The U.S. administration, recall, immediately after the horrific world-shattering events of 9/11, hastily flew high-placed Saudis, including members of the bin Laden family, out of the U.S. to safety in Saudi Arabia. Imagine, finding safety in Saudi Arabia, where forms of capital punishment are represented by beheadings and crucifixions and hangings for crimes such as demeaning Islam or insulting the Prophet or the Kingdom itself, let alone making a political nuisance of oneself.

9/11 September 11th AttacksREUTERS/Sara K. Schwittek   The second tower of the World Trade Center explodes into flames after being hit by an airplane, New York September 11, 2001 with the Brooklyn Bridge in the foreground.

The large-scale atrocities of 9/11 have left a lingering bitter taste in the minds of those whose loved ones were among the close to three thousand who perished horribly that fateful day. And finally the U.S. Senate passed legislation to allow families of the September 11 victims to sue Saudi Arabia in light of the incontrovertible reality that most of the attackers were Saudis, and most of their financial support came out of the Kingdom.

The Justice Against Sponsors of Terrorism Act has seen their voice vote approval trigger a Saudi threat to pull its financial weight and imperil the U.S. economy. The legislation has the potential to give victims' families the right to sue for any role that elements of the Saudi government may have played in the events that killed thousands in New York, Washington and the Pennsylvania area. Foreign Minister Adel bin Ahmed Al-Jubeir has strenuously denied that any such threats have been uttered. But investor confidence in the U.S. would certainly diminish should that bill become law.

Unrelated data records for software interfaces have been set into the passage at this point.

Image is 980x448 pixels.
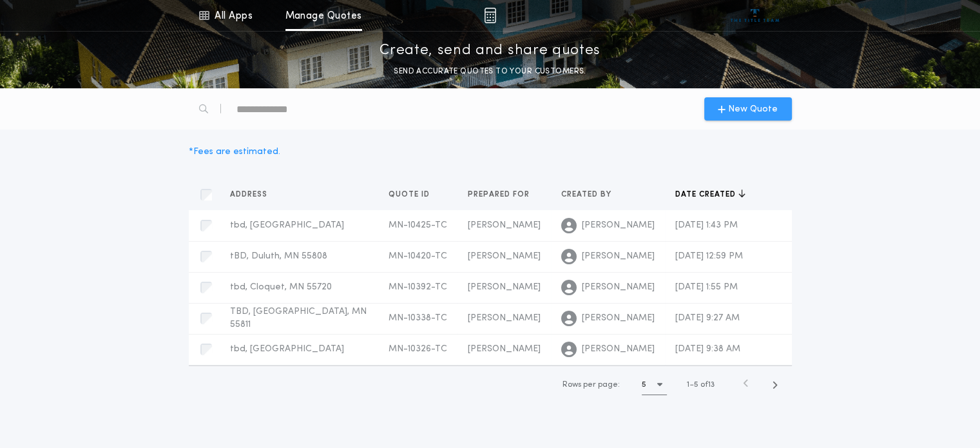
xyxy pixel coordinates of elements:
button: 5 [642,375,667,396]
span: MN-10392-TC [389,283,448,292]
span: [DATE] 9:27 AM [675,314,739,323]
span: Prepared for [468,189,532,200]
span: Address [230,189,270,200]
span: [DATE] 9:38 AM [675,344,740,354]
span: 5 [694,381,698,389]
span: [PERSON_NAME] [468,283,541,292]
span: MN-10425-TC [389,220,448,231]
span: [PERSON_NAME] [582,219,655,232]
button: Address [230,189,277,202]
p: SEND ACCURATE QUOTES TO YOUR CUSTOMERS. [393,65,586,78]
span: tBD, Duluth, MN 55808 [230,252,327,261]
span: [DATE] 12:59 PM [675,252,743,261]
img: vs-icon [731,9,780,21]
span: TBD, [GEOGRAPHIC_DATA], MN 55811 [230,307,366,329]
span: MN-10420-TC [389,252,448,261]
span: [PERSON_NAME] [468,252,541,261]
p: Create, send and share quotes [380,41,600,62]
span: [DATE] 1:55 PM [675,283,738,292]
span: [PERSON_NAME] [582,281,655,294]
span: [PERSON_NAME] [468,220,541,231]
span: [PERSON_NAME] [582,250,655,263]
span: MN-10338-TC [389,314,448,323]
span: Date created [675,189,738,200]
span: of 13 [700,379,714,391]
span: Created by [561,189,614,200]
span: [DATE] 1:43 PM [675,220,738,231]
img: img [484,7,496,23]
button: Quote ID [389,189,439,202]
span: 1 [687,381,689,389]
span: [PERSON_NAME] [582,343,655,356]
span: [PERSON_NAME] [582,312,655,325]
span: tbd, [GEOGRAPHIC_DATA] [230,344,344,354]
div: * Fees are estimated. [188,145,281,159]
span: New Quote [728,103,778,116]
span: [PERSON_NAME] [468,344,541,354]
span: [PERSON_NAME] [468,314,541,323]
span: MN-10326-TC [389,344,448,354]
span: Rows per page: [562,381,620,389]
span: tbd, [GEOGRAPHIC_DATA] [230,220,344,231]
button: Date created [675,189,746,202]
span: tbd, Cloquet, MN 55720 [230,283,332,292]
button: Created by [561,189,621,202]
h1: 5 [642,379,646,391]
button: New Quote [704,97,792,120]
span: Quote ID [389,189,433,200]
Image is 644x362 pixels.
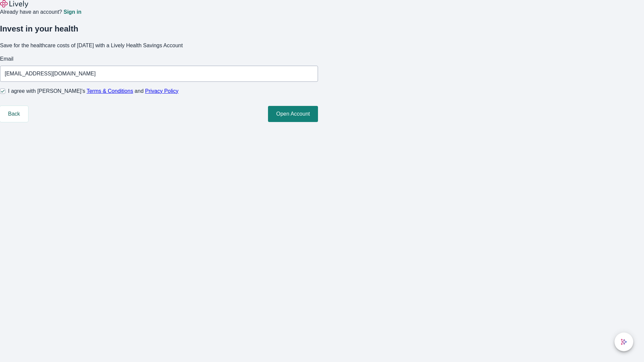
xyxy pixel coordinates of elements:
button: Open Account [268,106,318,122]
button: chat [615,332,633,351]
span: I agree with [PERSON_NAME]’s and [8,87,179,95]
svg: Lively AI Assistant [620,338,627,345]
a: Terms & Conditions [86,88,133,94]
a: Privacy Policy [145,88,179,94]
a: Sign in [63,9,81,15]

"In fact what [Congress is doing] is stripping the principle of sovereign immunities, which would turn the world for international law into the law of the jungle", the Saudi Foreign Minister declared. The second he uttered the word "immunities" was the point at which it could be taken as an admission of responsibility. The response to which was the statement from one of the bill's sponsors, Senator john Cornyn, that the bill's passage sends the message the  United States "will combat terrorism with every tool we have available, and that the victims of terrorist attacks in our country should have every means at their disposal to seek justice".

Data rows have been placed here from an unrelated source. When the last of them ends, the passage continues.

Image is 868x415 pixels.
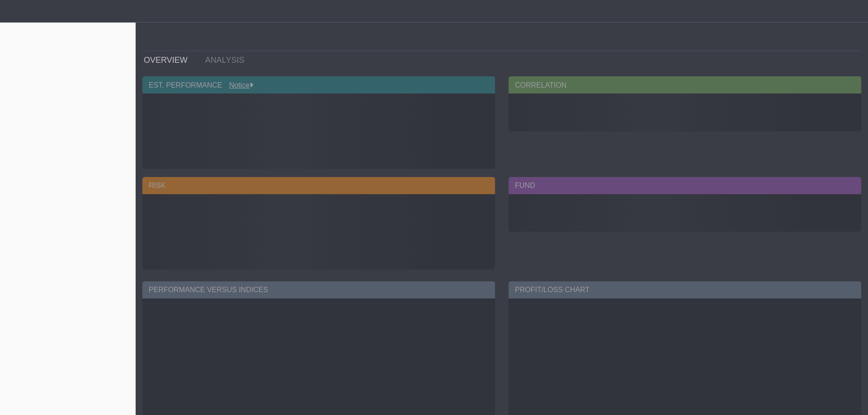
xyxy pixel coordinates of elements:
div: FUND [508,177,861,194]
div: PROFIT/LOSS CHART [508,282,861,299]
a: ANALYSIS [198,51,256,69]
a: Notice [222,81,249,89]
div: Notice [222,81,253,90]
div: CORRELATION [508,76,861,94]
a: OVERVIEW [137,51,198,69]
div: EST. PERFORMANCE [142,76,495,94]
div: RISK [142,177,495,194]
div: PERFORMANCE VERSUS INDICES [142,282,495,299]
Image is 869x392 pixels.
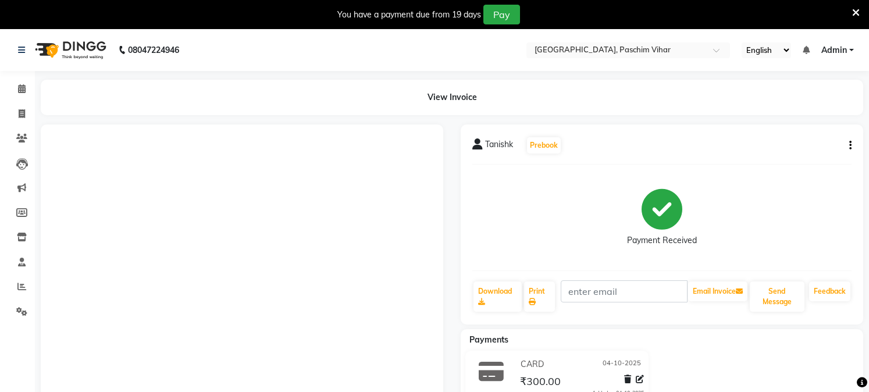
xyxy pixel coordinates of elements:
[602,358,641,370] span: 04-10-2025
[821,44,847,56] span: Admin
[688,281,747,301] button: Email Invoice
[527,137,560,153] button: Prebook
[749,281,804,312] button: Send Message
[337,9,481,21] div: You have a payment due from 19 days
[469,334,508,345] span: Payments
[520,374,560,391] span: ₹300.00
[473,281,522,312] a: Download
[30,34,109,66] img: logo
[560,280,687,302] input: enter email
[627,234,697,247] div: Payment Received
[483,5,520,24] button: Pay
[524,281,555,312] a: Print
[128,34,179,66] b: 08047224946
[41,80,863,115] div: View Invoice
[520,358,544,370] span: CARD
[485,138,513,155] span: Tanishk
[809,281,850,301] a: Feedback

So while the international community is aghast at "scenes of horror" that Human Rights Watch is recounting in their latest report from Libya, replete with beheadings, floggings and fathers ordered to "marry off their daughters" to ISIL fighters, the 80,000 strong population of Sirte -- minus those who have fled and who are no doubt among those seeking entrance to Europe -- is being tormented by a dedicated number of Islamists whose fealty to radical and fanatical Islam rivals that of Wahhabist Saudi Arabia, and indeed reflects it.

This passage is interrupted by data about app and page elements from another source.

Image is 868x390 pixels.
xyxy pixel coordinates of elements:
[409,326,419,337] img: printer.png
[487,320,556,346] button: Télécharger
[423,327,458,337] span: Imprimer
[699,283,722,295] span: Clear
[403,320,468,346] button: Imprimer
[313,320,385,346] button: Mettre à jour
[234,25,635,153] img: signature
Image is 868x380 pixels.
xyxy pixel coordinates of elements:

The Human Rights Watch report reveals it has documented "scenes of horror — public beheadings, corpses in orange jumpsuits hanging from scaffolding in what they referred to as 'crucifixions,' and masked fighters snatching men from their beds at night." That's in addition to "scores" of rival fighters disappeared by ISIS and presumed dead, the rights group says. In other words, life as usual in much of the Middle East.